Janey is originally seeing someone else when she re-enters Ryan's life, working as a nurse. However, he keeps creeping on her, calling her from work over and over, and sending her flowers. Worse, he uses the fact that she accidentally revealed the identity of one of her patients--Drexel Hemsley's dying mother--to creep on, well, a stranger's mother, because when Ryan decides to creep into the room of the hospital where Janey works to see Mrs. Hemsley, he doesn't know they're related. He explains to her, "I'm a big fan of your son's music and I just wanted to offer you a little prayer," but if someone came into my hospital room when I was sleeping and that was their explanation I would say something along the lines of, "AAAAAAAAAAAAAAGGGGGGGHHHHHHHH!!!!!" Admittedly, the conclusion to this creepiness results in the pretty-funny scene where Ryan and his boss from the auto shop show up to serenade Janey, getting arrested in the process--he convinces her to get a single cup of coffee with him, and we Gilligan Cut from his arrest to their getting married. Again, this movie does do some things right.

It's interesting because while the movie insinuates that rock and roll was invented by two white guys playing black guys' instruments (actually, from a metaphorical statement, that's...well I mean the white guys don't steal the instruments in this case...), it takes a strong stand against traditional conservative authority. Reverend Wade's treatment of Ryan is shown to be, if not abusive, then sincerely troubling, for both of them, especially when it results in the elder man's heart attack. The movie seems to say that that old way of yelling at your kids, making them follow in your footsteps whether they want to or not, telling them to "be a man," shipping them off to the Army for misbehaving...that hurts both of them, and only in letting it go do the old priest and his son find peace. When the cop shows up to bust the "honky-tonk" that Ryan sings at (with the term itself being a racially-charged phrase), he says to the mostly-black crowd the place is "dark and stinky" and that it's full of "reefers and devil music." Ryan tells him there's nothing wrong with the people there and gets a punch to the gut. Racism and intolerance towards certain types of music are condemned just as surely as that '50s household lifestyle is. Where I was perhaps a bit uncomfortable was where the movie had a scene set during the Six-Day War which was likely intended as an analogy for a modern-day pro-Israel message. It feels out of place with the rest of the movie, but, chemical weapons aside, the scene is framed to be more of a pro-Judaism message, which I support (though I know that associating modern Israel with Judaism can be uncomfortable for some). For a Southern white church in the '60s to include a Menorah in their church and to declare foreign Jewish folk to be God's Chosen People seems pretty progressive to me. This is sort of a setup to when Ryan finds out later that Mrs. Hemsley was Jewish, making him Jewish as well--a fact which seems to delight him. For once, I feel I can presume innocence, and feel comfortable believing that this movie is just pro-Jewish, which is much-needed in movies in the 2010s.

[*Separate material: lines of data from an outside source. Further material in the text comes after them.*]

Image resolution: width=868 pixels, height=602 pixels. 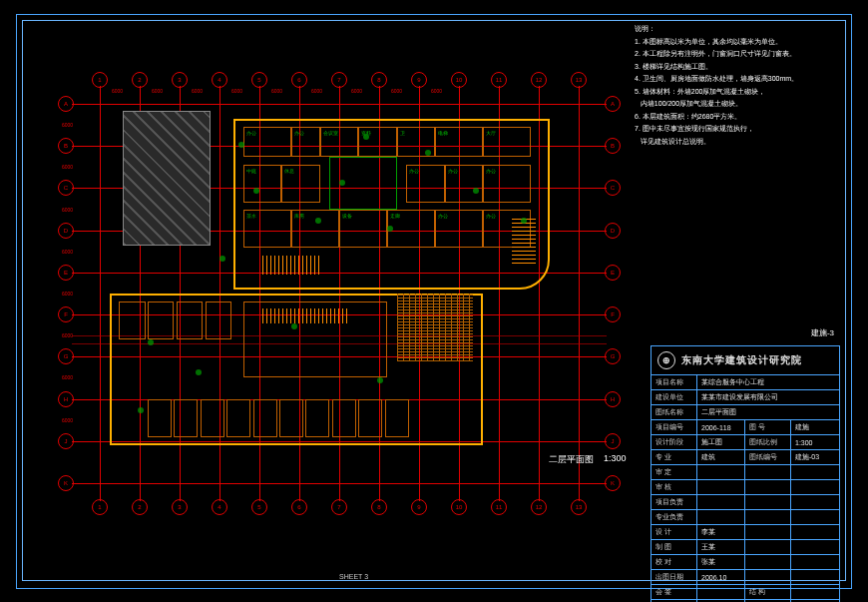 What do you see at coordinates (66, 231) in the screenshot?
I see `grid-bubble: D` at bounding box center [66, 231].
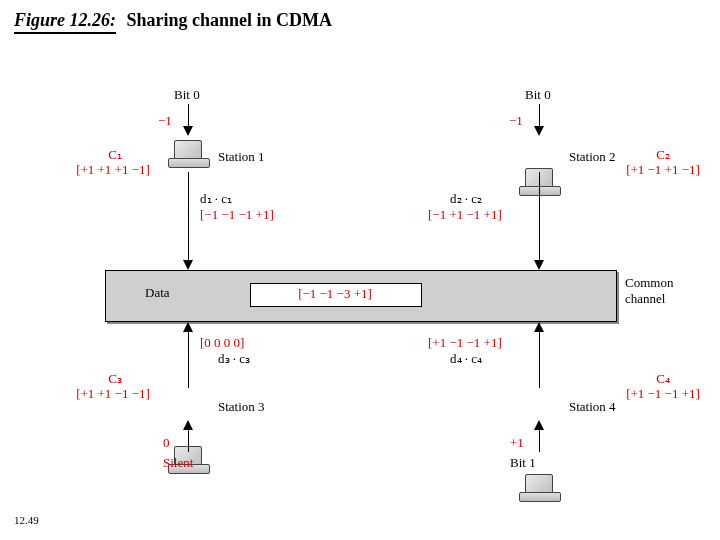  Describe the element at coordinates (216, 199) in the screenshot. I see `s1-prod-label: d₁ · c₁` at that location.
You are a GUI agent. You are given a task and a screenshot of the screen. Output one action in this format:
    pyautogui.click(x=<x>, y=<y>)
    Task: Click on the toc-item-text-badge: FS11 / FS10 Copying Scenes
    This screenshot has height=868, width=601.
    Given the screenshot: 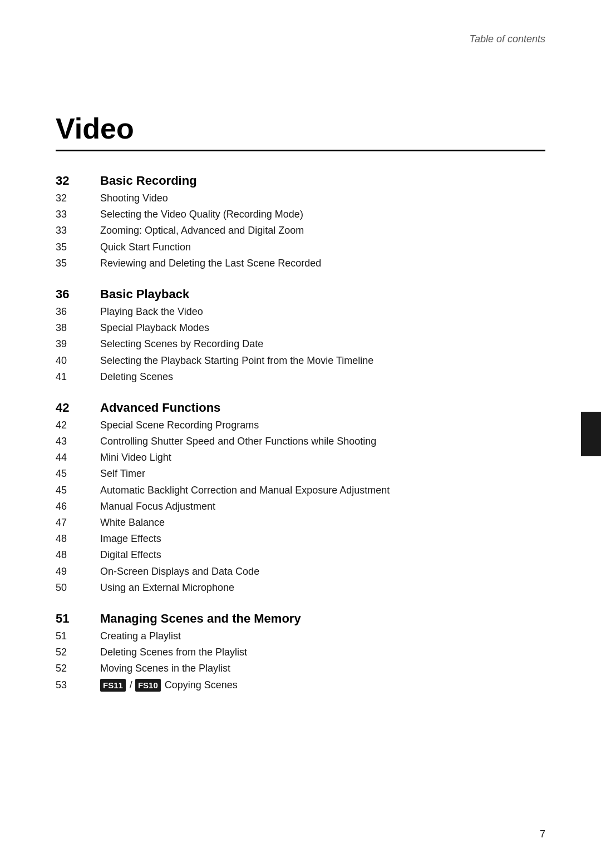 What is the action you would take?
    pyautogui.click(x=169, y=685)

I have so much difficulty digging into the strangeness of this movie, and why they might have done it the way they did. I'm glad that its quirks exist, though, and I can be distracted by such gems as the confirmation that Drexel Hemsley did in fact star in a series of increasingly-shitty beach movies before his untimely demise, just like his real-life counterpart (err...impersonatee?). I can notice little bits like the fact that Ryan's adopted mom never ages even while Pastor Wade shrivels into an old mummy. I can look forward to the bizarre Tarzan yodel Reverend Wade lets out when he finds out Ryan knows the truth about his parentage. Yes, this is a "bad movie." And, it's part of a genre which I normally otherwise find to be really upsetting. But it largely avoids offense and thus carries enough of that elusive hint, that seductive trashy odor, to make it a classic for me.

* Call me crazy, but I looked over my copy a few different times and for the life of me, I swear this movie has no title card. My DVD actually stopped working after my last look-through, and appears to have died permanently! That's why I've used the poster instead, which, incidentally, is from IMDB.